Fifty precious sermons by Amsterdam’s senior rabbi
Menasseh ben Israel, rabbi, scholar, philosopher, diplomat and Hebrew printer, 1604-1657
In the midst of history – Menasseh ben Israel’s mission to England
Apology for the honorable nation of the Jews and all the sons of Israel
The Lost tribes of Israel, rediscovered in South America
Short demurrer to the Jewes long discontinued remitter into England
A loving salutation to the seed of Abraham among the Jewes
Printing and Teaching Judaism
Menasseh ben Israel's Liturgical Bible: Pentateuch, Five Scrolls and the Prophetic Portions (1)
Menasseh ben Israel's Liturgical Bible: Pentateuch, Five Scrolls and the Prophetic Portions (2)
A mystical treatise on the fear of God
A Treasury of [religious] Laws which the people of Israel is obligated to know and keep
Fifty precious sermons by Amsterdam’s senior rabbi
"THEOLOGUS ET PHILOSOPHUS HEBRAEUS"
The first part of The Conciliador
Thirty problems concerning Creation
Three books on the resurrection of the dead (1)
Three books on the resurrection of the dead (2)
Three books on the resurrection of the dead (3)
Portrait of the Tabernacle of Moses (1)
Portrait of the Tabernacle of Moses (2)
Portrait of the Tabernacle of Moses (3)
Saul Levi Mortera (1596–1660) was a senior Amsterdam rabbi, a famed preacher, and a teacher at Keter Torah. In 1656 he chaired the tribunal that excommunicated his former pupil Baruch Spinoza (1632-1677).
The 50 sermons by Mortera in this volume (Roth Collection 704) were published by his students, who selected them from among a corpus of 500.
The printer of this work was Immanuel Benvenisti, who was Menasseh ben Israel's most formidable competitor in the Hebrew printing business. Between 1641 and 1660, the Benvenisti press produced prayer-books, an edition of the Midrash Rabbah, and Alfasi's law code and the Shulchan Arukh: the two foremost Sephardi codifications of Jewish law.
The woodcut title pages incorporated Benvenisti's printer's mark as a coat of arms displaying a castle and lion surmounted by a star. This may have been meant to represent the Spanish kingdom of Castile and Leon. The title pages’ designs were widely imitated in Hebrew printing across Europe.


◆ **DIRECTIONS FOR THIS TASK**:
Copy all entries without alteration and skip the pictures they hold.

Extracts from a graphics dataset
..............................
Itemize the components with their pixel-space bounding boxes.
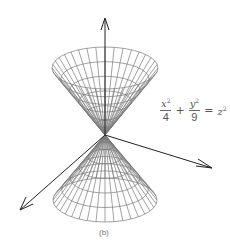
y-exponent: 2	[195, 97, 199, 104]
lower-nappe	[53, 135, 157, 222]
fraction-x: x2 4	[160, 98, 171, 123]
double-cone-figure	[0, 0, 230, 252]
x-axis	[20, 135, 105, 210]
x-denominator: 4	[163, 111, 169, 123]
plus-sign: +	[175, 104, 184, 117]
fraction-y: y2 9	[189, 98, 200, 123]
figure-caption: (b)	[99, 228, 109, 237]
rhs-term: z2	[217, 105, 226, 117]
x-exponent: 2	[167, 97, 171, 104]
equals-sign: =	[204, 104, 213, 117]
y-denominator: 9	[191, 111, 197, 123]
cone-equation: x2 4 + y2 9 = z2	[160, 98, 227, 123]
z-exponent: 2	[223, 105, 227, 112]
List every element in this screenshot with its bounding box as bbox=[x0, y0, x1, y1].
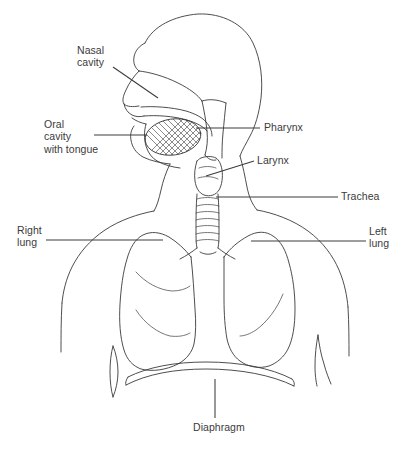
..............................
◆ **RESPONSE TO THE EXERCISE**:
Itemize the components with their pixel-space bounding boxes.
y-exponent: 2	[195, 97, 199, 104]
lower-nappe	[53, 135, 157, 222]
fraction-x: x2 4	[160, 98, 171, 123]
double-cone-figure	[0, 0, 230, 252]
x-axis	[20, 135, 105, 210]
x-denominator: 4	[163, 111, 169, 123]
plus-sign: +	[175, 104, 184, 117]
fraction-y: y2 9	[189, 98, 200, 123]
figure-caption: (b)	[99, 228, 109, 237]
rhs-term: z2	[217, 105, 226, 117]
x-exponent: 2	[167, 97, 171, 104]
equals-sign: =	[204, 104, 213, 117]
y-denominator: 9	[191, 111, 197, 123]
cone-equation: x2 4 + y2 9 = z2	[160, 98, 227, 123]
z-exponent: 2	[223, 105, 227, 112]
List every element in this screenshot with its bounding box as bbox=[x0, y0, x1, y1].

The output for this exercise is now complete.